How it works
The CRT-based CRO uses an electron gun to produce a focused beam; the X-plates get a sawtooth time-base signal (generated internally) while the Y-plates carry the input signal after passing through a calibrated attenuator and wideband amplifier (bandwidth typically 20 MHz to 100 MHz). Triggering synchronises the sweep with the input signal — edge triggering fires when the signal crosses a set level with a defined slope. The Digital Storage Oscilloscope (DSO) samples at ≥2× the highest frequency (Nyquist), stores samples in memory (512 to 10k points), and can capture single-shot events that a CRO would miss.
Key points to remember
Lissajous figures on a CRO: apply signal A to X and signal B to Y — if frequency ratio is 1:1 and phase difference is 90°, you get a circle. Phase difference φ = sin⁻¹(Y0/Ymax) where Y0 is Y-intercept and Ymax is maximum Y deflection.
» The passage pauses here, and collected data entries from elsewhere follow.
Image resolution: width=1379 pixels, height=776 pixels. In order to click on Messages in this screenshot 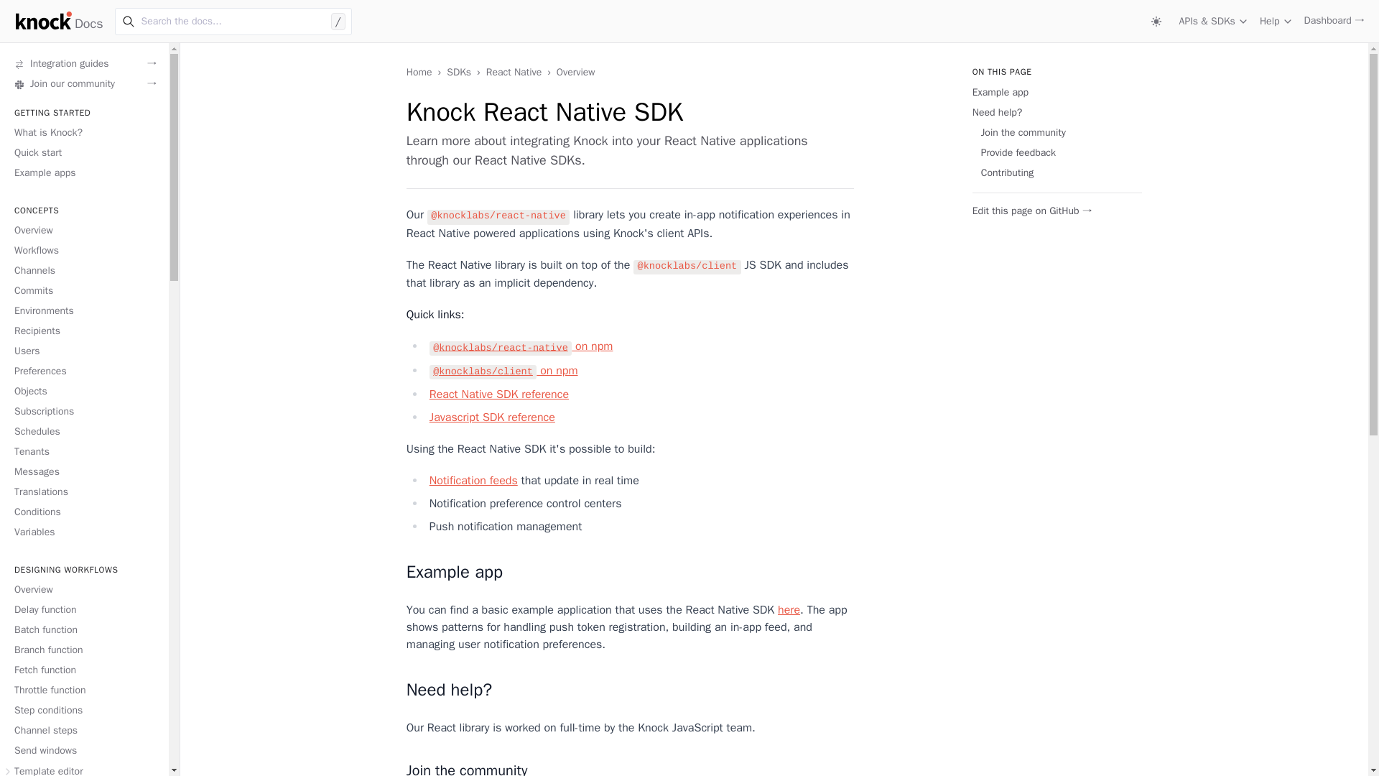, I will do `click(36, 473)`.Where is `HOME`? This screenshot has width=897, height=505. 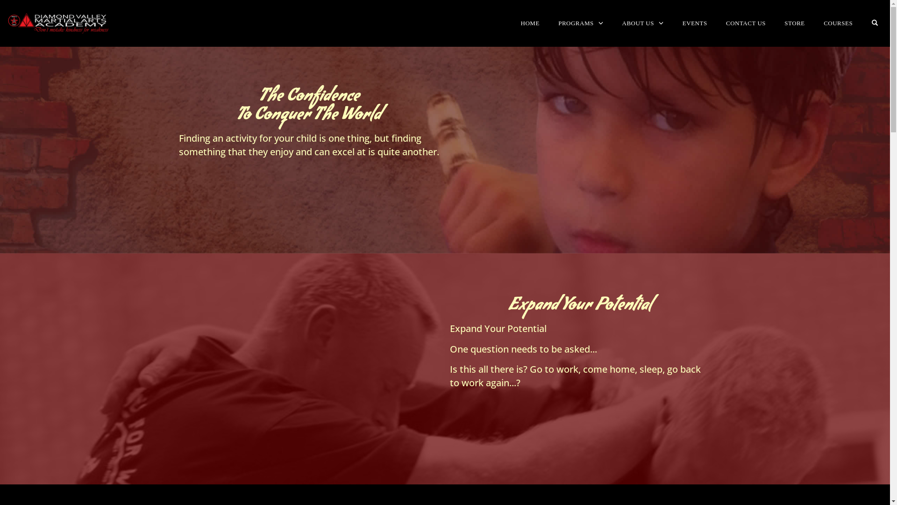
HOME is located at coordinates (530, 23).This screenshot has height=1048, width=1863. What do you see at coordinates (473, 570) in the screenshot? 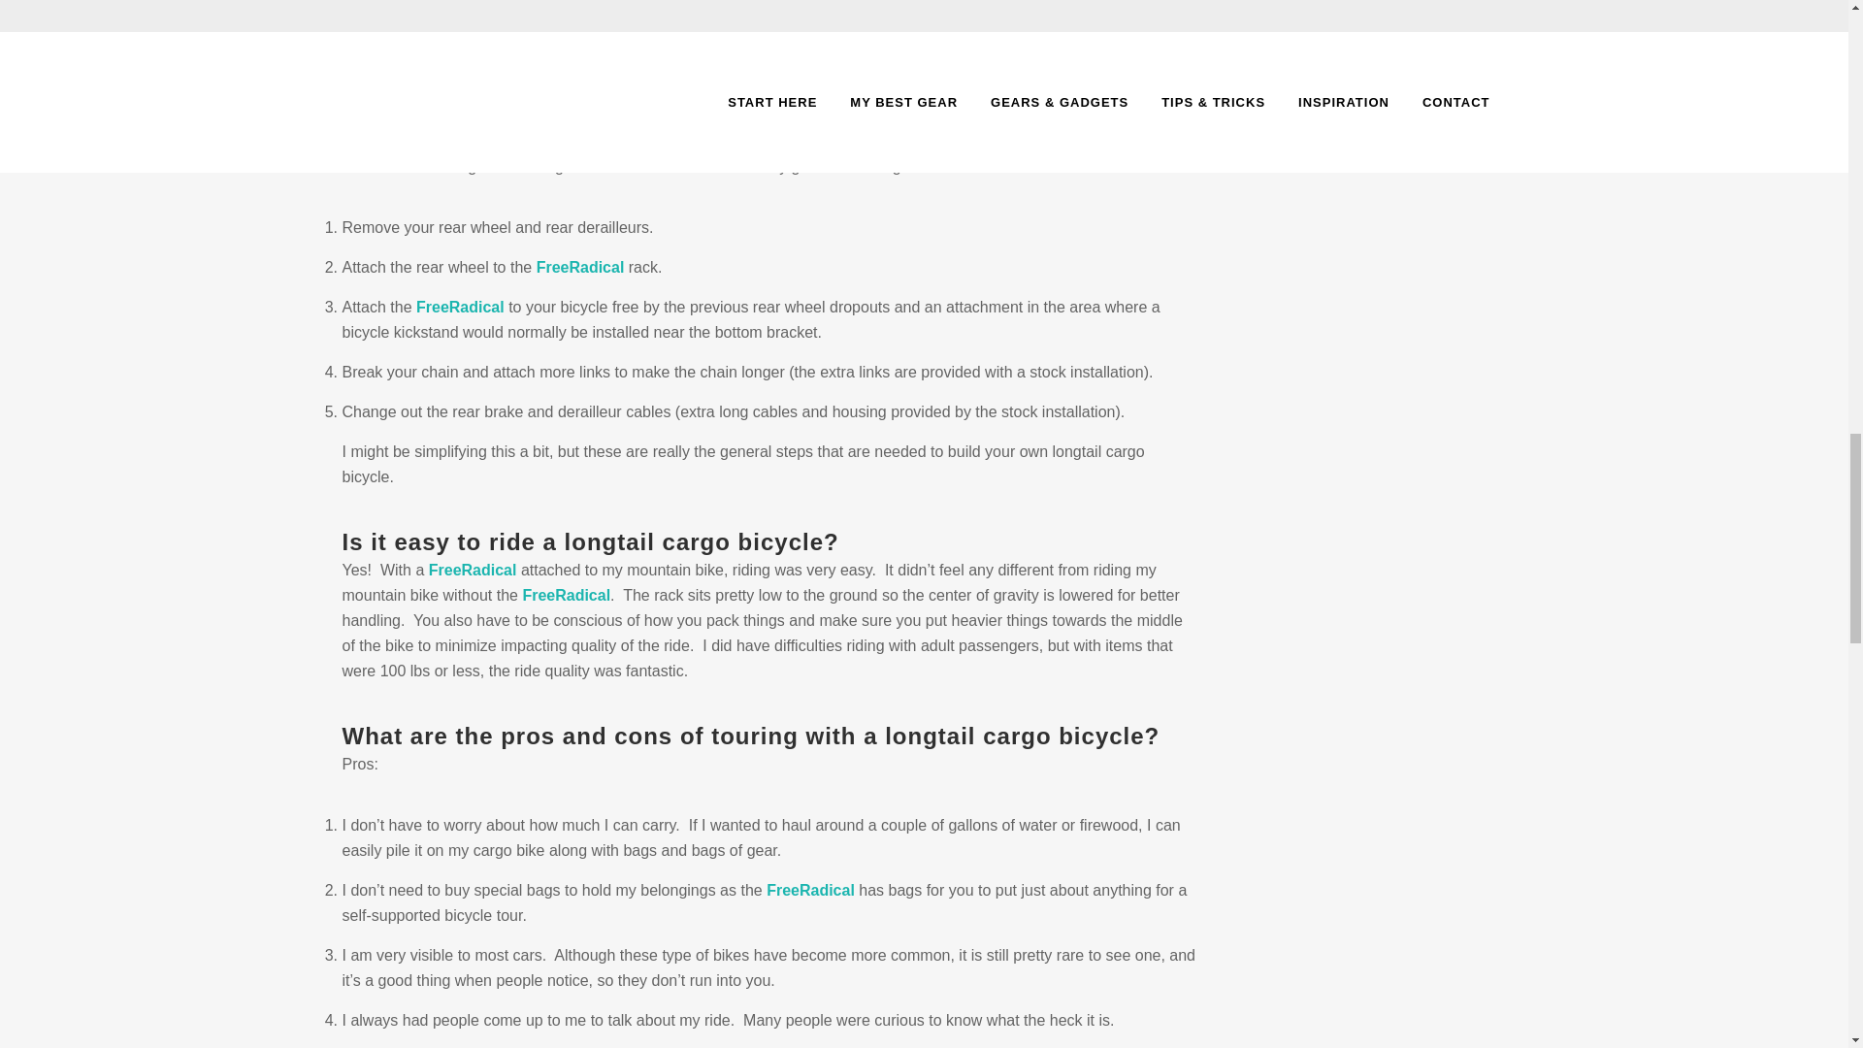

Bandwidth of the Y-amplifier determines the highest frequency measurable; a 10:1 probe increases input impedance from 1 MΩ to 10 MΩ and reduces loading on high-frequency circuits but attenuates the signal by 10×. Rise time of a CRO is related to bandwidth: tr = 0.35/BW; for a 100 MHz scope, tr = 3.5 ns.
Exam tip
The examiner always asks you to determine frequency ratio and phase difference from a Lissajous figure — count the tangent points on the horizontal and vertical envelopes and remember fy/fx = nx/ny.